The six sections were (1) Another Day Another Dollar, ( 2) The Queen Is Dead, (3) And Baby Makes Three, (4) Tralala, (5) Strike, and (6) Landsend.
(1) Another Day, Another Dollar - A gang of young Brooklyn hoods hang around an all-night cafe and get into a vicious fight with a group of US Army soldiers.
(2) The Queen Is Dead - Georgette, a transvestite hooker, is thrown out of the family home by her brother and tries to attract the attention of a hood named Vinnie at a benzedrine-driven party.
(3) And Baby Makes Three - An alcoholic father tries to keep good spirits and maintain his family's marriage traditions after his daughter becomes pregnant and marries a motorcycle mechanic.
(4) Tralala - Is about a young prostitute who makes her living propositioning sailors in bars and stealing their money. At the end of the story she is gang-raped after a night of heavy drinking.
(5) Strike - Harry, a machinist in a factory, becomes a union official. A closeted homosexual, he abuses his wife and gets into fights to convince himself that he is a man. He uses the union's money to entertain street punks and buy the company of drag queens.
(6) Landsend -This section presents the intertwined and ordinary day of numerous people in a housing project.
Last Exit To Brooklyn is an intense, powerful, and unconventional and makes for a unique and moving reading experience.
Selby's next novel was The Room which was published in 1971. The book is about a criminally insane man locked up in a cell who reminisces about his past. He is nameless and explores his feelings of impotence, hatred and rage, and fantasies of revenge.
The Demon (1976) is about the life of Harry White who has a good marriage and a good job, but is haunted by a need for lust and retribution and chronicles how his life evolves into a climax of apocalyptic violence.
Requiem For A Dream (1978) concerns four Brooklynites whose lives spiral out of control as they succumb to their addictions. Harry and Marion are in love and Tyrone is their friend. Sara is Harry's lonely, widowed mother. Sara's dream is to be on TV and when a phone call from a casting company gets her hopes up, she starts bingeing on diet pills to lose weight. She becomes addicted and delirious, and ends up in the hospital undergoing shock therapy. Harry, Marion, and Tyrone are heroin addicts and decide to make money by buying some uncut product and selling it. Harry and Ty end up in jail, and Marion, now alone takes a hellish path into prostitution to pay for her habit.

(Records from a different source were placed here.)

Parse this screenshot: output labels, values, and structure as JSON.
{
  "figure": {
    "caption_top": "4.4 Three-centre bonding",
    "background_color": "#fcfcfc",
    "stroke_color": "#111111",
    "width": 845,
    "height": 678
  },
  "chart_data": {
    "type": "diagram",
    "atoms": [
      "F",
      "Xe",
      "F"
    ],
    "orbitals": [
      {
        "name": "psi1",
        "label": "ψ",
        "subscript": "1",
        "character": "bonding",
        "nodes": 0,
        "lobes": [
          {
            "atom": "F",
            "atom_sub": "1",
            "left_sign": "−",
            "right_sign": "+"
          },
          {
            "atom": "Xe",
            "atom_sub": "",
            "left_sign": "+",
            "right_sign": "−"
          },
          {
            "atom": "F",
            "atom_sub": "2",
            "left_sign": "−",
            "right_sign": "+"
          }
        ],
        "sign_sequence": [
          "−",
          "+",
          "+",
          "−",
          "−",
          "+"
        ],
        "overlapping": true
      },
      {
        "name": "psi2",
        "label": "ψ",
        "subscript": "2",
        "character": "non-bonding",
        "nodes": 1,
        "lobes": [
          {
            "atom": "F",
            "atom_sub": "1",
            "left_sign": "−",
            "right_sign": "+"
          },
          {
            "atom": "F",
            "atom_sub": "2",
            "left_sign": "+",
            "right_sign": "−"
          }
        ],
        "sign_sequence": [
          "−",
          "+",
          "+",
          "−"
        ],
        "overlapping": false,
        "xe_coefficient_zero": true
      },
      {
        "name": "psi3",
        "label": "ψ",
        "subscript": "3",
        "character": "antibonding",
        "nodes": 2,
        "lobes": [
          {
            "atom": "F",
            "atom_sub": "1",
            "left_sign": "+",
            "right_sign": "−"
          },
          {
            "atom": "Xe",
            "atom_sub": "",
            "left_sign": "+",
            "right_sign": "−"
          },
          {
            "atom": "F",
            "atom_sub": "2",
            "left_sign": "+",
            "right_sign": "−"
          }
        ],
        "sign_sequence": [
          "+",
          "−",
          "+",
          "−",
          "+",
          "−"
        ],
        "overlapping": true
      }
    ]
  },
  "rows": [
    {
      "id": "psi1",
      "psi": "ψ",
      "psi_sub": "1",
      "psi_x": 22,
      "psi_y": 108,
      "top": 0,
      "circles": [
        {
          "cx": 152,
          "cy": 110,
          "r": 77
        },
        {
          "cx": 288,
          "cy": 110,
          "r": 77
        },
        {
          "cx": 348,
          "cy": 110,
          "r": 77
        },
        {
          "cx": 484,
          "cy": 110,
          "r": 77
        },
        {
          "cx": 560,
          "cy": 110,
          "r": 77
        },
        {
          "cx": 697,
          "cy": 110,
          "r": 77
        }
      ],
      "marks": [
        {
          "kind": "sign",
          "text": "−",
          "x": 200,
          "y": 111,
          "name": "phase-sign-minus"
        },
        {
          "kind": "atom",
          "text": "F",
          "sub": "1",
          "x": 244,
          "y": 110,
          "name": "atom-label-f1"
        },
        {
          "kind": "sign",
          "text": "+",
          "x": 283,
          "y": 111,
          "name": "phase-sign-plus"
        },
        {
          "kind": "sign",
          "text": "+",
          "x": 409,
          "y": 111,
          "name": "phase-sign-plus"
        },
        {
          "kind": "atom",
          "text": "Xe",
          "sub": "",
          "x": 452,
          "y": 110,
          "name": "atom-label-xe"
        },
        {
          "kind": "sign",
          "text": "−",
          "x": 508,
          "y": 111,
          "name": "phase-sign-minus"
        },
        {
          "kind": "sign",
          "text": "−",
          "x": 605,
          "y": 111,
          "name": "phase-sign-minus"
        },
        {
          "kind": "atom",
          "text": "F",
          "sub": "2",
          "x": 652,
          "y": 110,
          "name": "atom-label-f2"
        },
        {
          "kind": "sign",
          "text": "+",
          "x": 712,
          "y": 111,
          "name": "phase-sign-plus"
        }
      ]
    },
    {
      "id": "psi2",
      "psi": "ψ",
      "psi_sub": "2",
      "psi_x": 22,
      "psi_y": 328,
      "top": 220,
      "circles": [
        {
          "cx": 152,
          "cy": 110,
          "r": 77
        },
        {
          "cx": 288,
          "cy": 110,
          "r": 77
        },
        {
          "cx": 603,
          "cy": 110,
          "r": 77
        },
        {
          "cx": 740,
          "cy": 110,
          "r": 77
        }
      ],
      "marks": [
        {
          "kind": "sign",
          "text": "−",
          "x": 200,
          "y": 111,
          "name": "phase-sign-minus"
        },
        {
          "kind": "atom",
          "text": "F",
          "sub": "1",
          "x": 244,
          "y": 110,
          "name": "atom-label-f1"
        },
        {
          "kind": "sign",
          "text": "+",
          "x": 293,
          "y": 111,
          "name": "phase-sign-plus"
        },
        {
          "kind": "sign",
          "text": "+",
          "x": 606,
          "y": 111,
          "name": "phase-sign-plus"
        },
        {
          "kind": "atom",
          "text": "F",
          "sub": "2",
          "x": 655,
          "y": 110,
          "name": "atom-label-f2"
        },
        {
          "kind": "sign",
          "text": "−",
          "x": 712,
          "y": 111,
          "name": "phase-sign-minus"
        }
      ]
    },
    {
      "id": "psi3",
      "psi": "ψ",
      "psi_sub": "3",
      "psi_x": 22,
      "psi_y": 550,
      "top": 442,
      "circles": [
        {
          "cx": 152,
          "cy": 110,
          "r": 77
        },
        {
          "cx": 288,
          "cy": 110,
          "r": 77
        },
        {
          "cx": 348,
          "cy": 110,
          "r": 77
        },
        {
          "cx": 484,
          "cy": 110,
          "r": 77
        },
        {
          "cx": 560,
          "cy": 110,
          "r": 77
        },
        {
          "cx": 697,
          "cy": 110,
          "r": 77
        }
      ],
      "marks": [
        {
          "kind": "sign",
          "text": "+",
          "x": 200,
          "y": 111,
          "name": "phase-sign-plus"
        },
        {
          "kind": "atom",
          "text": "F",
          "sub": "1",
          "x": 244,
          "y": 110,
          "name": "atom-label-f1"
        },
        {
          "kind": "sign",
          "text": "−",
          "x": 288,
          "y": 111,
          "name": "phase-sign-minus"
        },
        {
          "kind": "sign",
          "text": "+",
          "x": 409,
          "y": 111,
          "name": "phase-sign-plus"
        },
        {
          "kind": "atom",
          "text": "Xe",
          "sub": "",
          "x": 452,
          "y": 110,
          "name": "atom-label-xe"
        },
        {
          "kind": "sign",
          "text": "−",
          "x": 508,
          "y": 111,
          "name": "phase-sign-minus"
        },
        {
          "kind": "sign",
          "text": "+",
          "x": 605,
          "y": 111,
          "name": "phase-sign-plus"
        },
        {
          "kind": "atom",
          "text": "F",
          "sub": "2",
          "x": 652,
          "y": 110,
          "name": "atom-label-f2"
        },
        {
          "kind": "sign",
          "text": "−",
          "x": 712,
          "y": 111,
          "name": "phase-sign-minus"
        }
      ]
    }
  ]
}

Song of the Silent Snow (1986) is a collection of 15 stories that include Selby's clipped street vernacular and poetic descriptions and is probably his most compassionate book about an uncaring world.
There were also two good films made of Selby's work.
Last Exit to Brooklyn was made in 1989 by Uli Edel and stars Jennifer Jason Leigh as Tralala, Stephen Lang as Harry Black in Strike, and Alexis Arquette as the tragic transvestite Georgette.
Requiem For A Dream is directed by Darren Aronofsky and stars Ellen Burstyn, Jared Leto, Jennifer Connelly, and Marlon Wayans. The film has an interesting soundtrack and uses innovative camera work and editing to depict the points of view of the characters who are drug addicts.
The documentary film HUBERT SELBY JR: It/ll Be Better Tormorrow came out in 2005 and is a good overview of Selby's life and work.